The air chuffed out my nose, and I spoke the words that needed to be understood.

"People have colorful thoughts about Seer's, our eccentricities and often nonsensical behaviors, odd habits and wardrobes, the vague inconsistencies we bear compared to normal people. All, or at least a majority of these, are false." I admitted with a shrug of my shoulders, popping the bubble around Sarah Kinnley idly, where she gave a small gulp as my eyes narrowed down on her for everything she was and probably would be.

"Why would you do that? The sheer level of effort..." She rasped, a tragic accident involving the wrong spell at the wrong time just on the corners of Knockturn having left its mark. Even before that she was a dry wit, so I don't think she minded it too much.

"I'd probably be dead without it. There has never, not in the entirety of history, been a happy Seer who had been successfully identified as such. The closest one who comes to it is the Oracle of Delphi, and she died as a pile of bones in some cave. Thus, over the years, people learned to pretend to just be the regular kind of crazy instead of prophetic crazy, and to shut the fuck up about what they see regardless. The most successful example of THAT, would be Cassandra, who would give hundreds of prophecies about literally everything from what they'd have for dinner to who would attack the Trojans next, all to the point that no-one could tell what was real besides that ONE of them was correct after the fact." I explained with my usual little pictogram style on my blackboard, one side showing a grinning skull in a cave hole, the other showing a cartoony looking Cassandra with multiple word bubbles around her while the people around her covered their ears trying to drown her out.

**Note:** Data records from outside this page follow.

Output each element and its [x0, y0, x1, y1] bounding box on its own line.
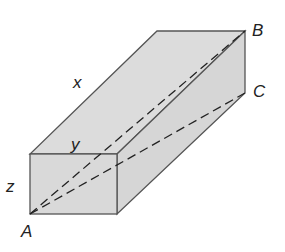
label-vertex-B: B — [252, 22, 263, 39]
prism-drawing — [0, 0, 285, 252]
label-y: y — [71, 136, 80, 153]
label-z: z — [6, 178, 15, 195]
label-vertex-C: C — [253, 83, 265, 100]
prism-front-face — [30, 154, 117, 214]
label-x: x — [73, 74, 82, 91]
diagram-canvas: x y z A B C — [0, 0, 285, 252]
label-vertex-A: A — [21, 223, 32, 240]
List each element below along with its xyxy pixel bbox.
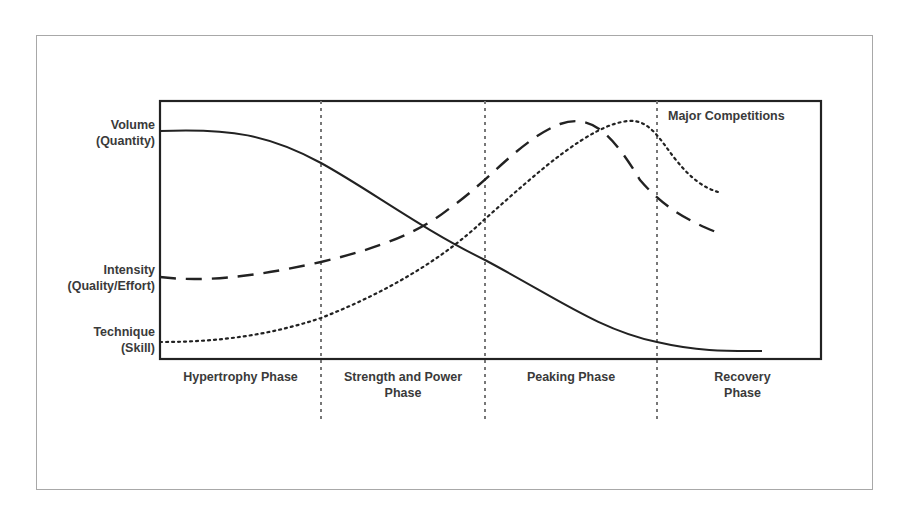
y-label-volume-line2: (Quantity) [96,133,155,149]
y-label-technique: Technique (Skill) [93,324,155,356]
phase-recovery-line1: Recovery [657,369,828,385]
y-label-volume: Volume (Quantity) [96,117,155,149]
phase-label-strength-power: Strength and Power Phase [321,369,485,401]
phase-label-recovery: Recovery Phase [657,369,828,401]
y-label-intensity-line2: (Quality/Effort) [68,278,156,294]
y-label-technique-line2: (Skill) [93,340,155,356]
phase-peaking-line1: Peaking Phase [485,369,657,385]
phase-strength-line2: Phase [321,385,485,401]
phase-label-hypertrophy: Hypertrophy Phase [160,369,321,385]
technique-line [160,121,718,342]
phase-label-peaking: Peaking Phase [485,369,657,385]
periodization-chart [0,0,907,521]
y-label-intensity-line1: Intensity [68,262,156,278]
plot-area-border [160,101,821,359]
y-label-technique-line1: Technique [93,324,155,340]
y-label-intensity: Intensity (Quality/Effort) [68,262,156,294]
phase-hypertrophy-line1: Hypertrophy Phase [160,369,321,385]
major-competitions-label: Major Competitions [668,109,785,123]
phase-recovery-line2: Phase [657,385,828,401]
y-label-volume-line1: Volume [96,117,155,133]
phase-strength-line1: Strength and Power [321,369,485,385]
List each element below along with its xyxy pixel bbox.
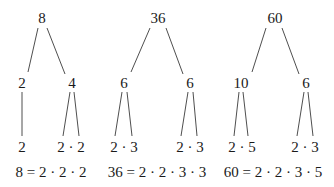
tree2-branch-right	[166, 28, 183, 74]
tree3-branch-right-a	[297, 92, 304, 136]
tree3-branch-right-b	[308, 92, 313, 136]
tree1-branch-right-a	[63, 92, 70, 136]
tree1-branch-left	[28, 28, 38, 72]
tree1-level2-right: 2 · 2	[57, 139, 85, 155]
tree3-branch-left	[252, 28, 266, 72]
tree3-level1-right: 6	[302, 75, 310, 91]
tree3-equation: 60 = 2 · 2 · 3 · 5	[224, 164, 322, 180]
tree2-root: 36	[151, 10, 167, 26]
factor-tree-8: 8 2 4 2 2 · 2 8 = 2 · 2 · 2	[16, 10, 87, 180]
tree1-level2-left: 2	[18, 139, 26, 155]
tree2-branch-right-a	[181, 92, 188, 136]
tree2-level2-right: 2 · 3	[176, 139, 204, 155]
tree2-branch-left-b	[127, 92, 132, 136]
factor-trees-diagram: 8 2 4 2 2 · 2 8 = 2 · 2 · 2 36 6 6 2 · 3…	[0, 0, 334, 187]
tree1-root: 8	[38, 10, 46, 26]
tree3-branch-left-a	[234, 92, 239, 136]
tree1-level1-right: 4	[68, 75, 76, 91]
tree3-level2-right: 2 · 3	[291, 139, 319, 155]
tree2-branch-right-b	[193, 92, 197, 136]
tree2-equation: 36 = 2 · 2 · 3 · 3	[108, 164, 206, 180]
tree2-branch-left-a	[115, 92, 122, 136]
tree3-branch-right	[282, 28, 299, 74]
tree1-equation: 8 = 2 · 2 · 2	[16, 164, 87, 180]
tree3-level1-left: 10	[234, 75, 249, 91]
factor-tree-60: 60 10 6 2 · 5 2 · 3 60 = 2 · 2 · 3 · 5	[224, 10, 322, 180]
tree2-level1-left: 6	[120, 75, 128, 91]
tree2-branch-left	[131, 28, 150, 72]
tree1-branch-right	[47, 28, 65, 74]
tree1-level1-left: 2	[18, 75, 26, 91]
tree2-level1-right: 6	[186, 75, 194, 91]
factor-tree-36: 36 6 6 2 · 3 2 · 3 36 = 2 · 2 · 3 · 3	[108, 10, 206, 180]
tree1-branch-right-b	[74, 92, 79, 136]
tree2-level2-left: 2 · 3	[110, 139, 138, 155]
tree3-branch-left-b	[243, 92, 248, 136]
tree3-level2-left: 2 · 5	[228, 139, 256, 155]
tree3-root: 60	[268, 10, 283, 26]
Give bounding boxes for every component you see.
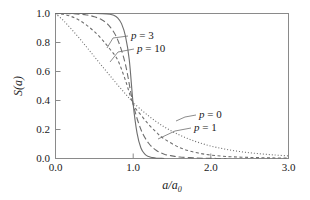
annotation-p0-value: = 0: [205, 108, 223, 120]
curve-annotations: p = 3 p = 10 p = 0 p = 1: [130, 29, 222, 133]
annotation-p10-value: = 10: [143, 42, 166, 54]
annotation-p0: p = 0: [198, 108, 222, 120]
leader-line-p0: [176, 115, 196, 121]
line-chart: 0.0 1.0 2.0 3.0 0.0 0.2 0.4 0.6 0.8 1.0 …: [0, 0, 310, 200]
x-tick-label: 2.0: [204, 161, 218, 173]
plot-frame: [56, 14, 289, 159]
x-tick-label: 1.0: [126, 161, 140, 173]
y-tick-label: 0.2: [36, 123, 50, 135]
y-tick-labels: 0.0 0.2 0.4 0.6 0.8 1.0: [36, 7, 50, 164]
annotation-p3-value: = 3: [137, 29, 155, 41]
figure-container: 0.0 1.0 2.0 3.0 0.0 0.2 0.4 0.6 0.8 1.0 …: [0, 0, 310, 200]
x-tick-label: 3.0: [282, 161, 296, 173]
y-axis-ticks: [56, 14, 61, 159]
curve-p1: [56, 14, 289, 159]
y-tick-label: 0.4: [36, 94, 50, 106]
x-tick-labels: 0.0 1.0 2.0 3.0: [49, 161, 296, 173]
curve-p0: [56, 14, 289, 156]
leader-line-p10: [110, 49, 134, 62]
svg-text:S(a): S(a): [11, 76, 25, 96]
leader-line-p1: [158, 128, 191, 139]
annotation-p3: p = 3: [130, 29, 154, 41]
x-axis-title: a/a0: [162, 178, 181, 194]
annotation-p1-value: = 1: [200, 121, 217, 133]
x-axis-title-subscript: 0: [178, 185, 182, 194]
curve-group: [56, 13, 289, 158]
y-tick-label: 0.6: [36, 65, 50, 77]
annotation-p10: p = 10: [136, 42, 166, 54]
x-tick-label: 0.0: [49, 161, 63, 173]
leader-line-p3: [107, 36, 128, 48]
annotation-p1: p = 1: [193, 121, 217, 133]
y-tick-label: 0.0: [36, 152, 50, 164]
y-tick-label: 0.8: [36, 36, 50, 48]
y-axis-title: S(a): [11, 76, 25, 96]
y-axis-title-close: ): [11, 76, 25, 81]
y-tick-label: 1.0: [36, 7, 50, 19]
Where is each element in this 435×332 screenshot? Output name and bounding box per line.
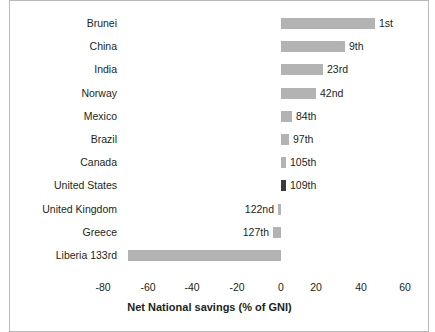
bar <box>281 88 316 99</box>
bar-rank-label: 1st <box>379 12 393 35</box>
bar <box>281 64 323 75</box>
x-tick-label: -40 <box>172 281 212 293</box>
x-tick-label: 60 <box>385 281 425 293</box>
bar <box>281 111 292 122</box>
bar-rank-label: 97th <box>293 128 313 151</box>
category-label: United Kingdom <box>0 198 117 221</box>
x-tick-label: -80 <box>83 281 123 293</box>
x-tick-label: 20 <box>296 281 336 293</box>
category-label: China <box>0 35 117 58</box>
x-axis-title: Net National savings (% of GNI) <box>0 301 435 313</box>
category-label: India <box>0 58 117 81</box>
bar-chart: Brunei1stChina9thIndia23rdNorway42ndMexi… <box>0 0 435 332</box>
bar-row: India23rd <box>0 58 435 81</box>
bar-row: Norway42nd <box>0 82 435 105</box>
bar-rank-label: 122nd <box>214 198 274 221</box>
bar <box>128 250 281 261</box>
category-label: Canada <box>0 151 117 174</box>
category-label: Mexico <box>0 105 117 128</box>
x-tick-label: 40 <box>341 281 381 293</box>
bar-rank-label: 42nd <box>320 82 343 105</box>
bar <box>278 204 281 215</box>
bar <box>281 180 286 191</box>
x-tick-label: 0 <box>261 281 301 293</box>
bar-row: United States109th <box>0 174 435 197</box>
bar-row: Brazil97th <box>0 128 435 151</box>
bar-row: Mexico84th <box>0 105 435 128</box>
x-tick-label: -20 <box>217 281 257 293</box>
bar-row: Liberia 133rd <box>0 244 435 267</box>
x-tick-label: -60 <box>128 281 168 293</box>
category-label: United States <box>0 174 117 197</box>
category-label: Brunei <box>0 12 117 35</box>
bar-row: Brunei1st <box>0 12 435 35</box>
category-label: Norway <box>0 82 117 105</box>
bar <box>281 18 375 29</box>
bar-rank-label: 9th <box>349 35 364 58</box>
bar-rank-label: 84th <box>296 105 316 128</box>
bar-rank-label: 109th <box>290 174 316 197</box>
category-label: Greece <box>0 221 117 244</box>
bar <box>281 41 345 52</box>
category-label: Brazil <box>0 128 117 151</box>
category-label: Liberia 133rd <box>0 244 117 267</box>
bar <box>281 157 286 168</box>
bar-row: United Kingdom122nd <box>0 198 435 221</box>
bar <box>273 227 281 238</box>
bar-rank-label: 23rd <box>327 58 348 81</box>
bar-row: Greece127th <box>0 221 435 244</box>
bar-row: China9th <box>0 35 435 58</box>
x-axis-title-text: Net National savings (% of GNI) <box>127 301 291 313</box>
bar <box>281 134 289 145</box>
bar-row: Canada105th <box>0 151 435 174</box>
bar-rank-label: 127th <box>209 221 269 244</box>
bar-rank-label: 105th <box>290 151 316 174</box>
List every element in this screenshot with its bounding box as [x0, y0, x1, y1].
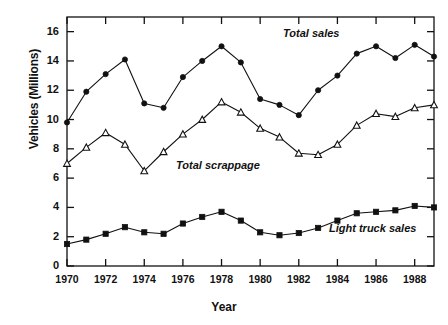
series-label-total-scrappage: Total scrappage: [176, 159, 260, 171]
chart-figure: Vehicles (Millions) Year 0246810121416 1…: [0, 0, 448, 325]
series-total-sales: [64, 42, 436, 125]
series-label-total-sales: Total sales: [283, 27, 339, 39]
series-label-light-truck-sales: Light truck sales: [329, 222, 416, 234]
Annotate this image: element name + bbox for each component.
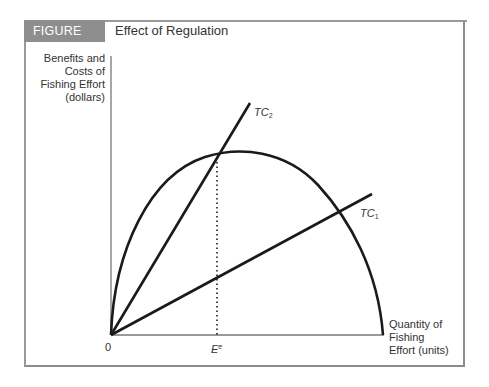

Some of the tensions of my student drained out at the familiar drawing, drawing for the first time since they had entered the room that I was in fact their real teacher and not a doppelganger or whatever term I used either.

"The fact of the matter is that, no matter what you see, no matter who is involved, the second you tell someone, anyone, you risk changing it all. That critical moment, that 'sure-thing', suddenly comes into question as the formless thought it soon shall be. Anyone can recall the past or grow to understand the present, but the future had been and always will be a what-if until its happened." At the last words, I deflated, not slouching but resting against my desk, chest to wood.

"That's not to say that destroying a possible future isn't always the right option either though. A catastrophe forewarned can easily be prevented, but we have no idea the consequences of stopping that one disaster. No-one exists in a vacuum after all, and this, is the lesson you will be learning. When you need to share your findings, how to make them count, and how to determine whether the people around you need a silly person staring at the butterflies in the corners of their eyes or their time of death done by the country."

There was always so much work to be done, a shame there was never enough time.

END OF CHAPTER

And there we go! Boy, this story is different every time, and I'm doing that on purpose too! Next it's back to fun, and then we get another Day of Glory. I'm having a lot of fun with this stuff, and if the likes are any indication, it seems you all are too. I love it and you all so damn much. Leave a little comment or just start a convo, attention and discussions always help inspire me to keep writing more than anything else.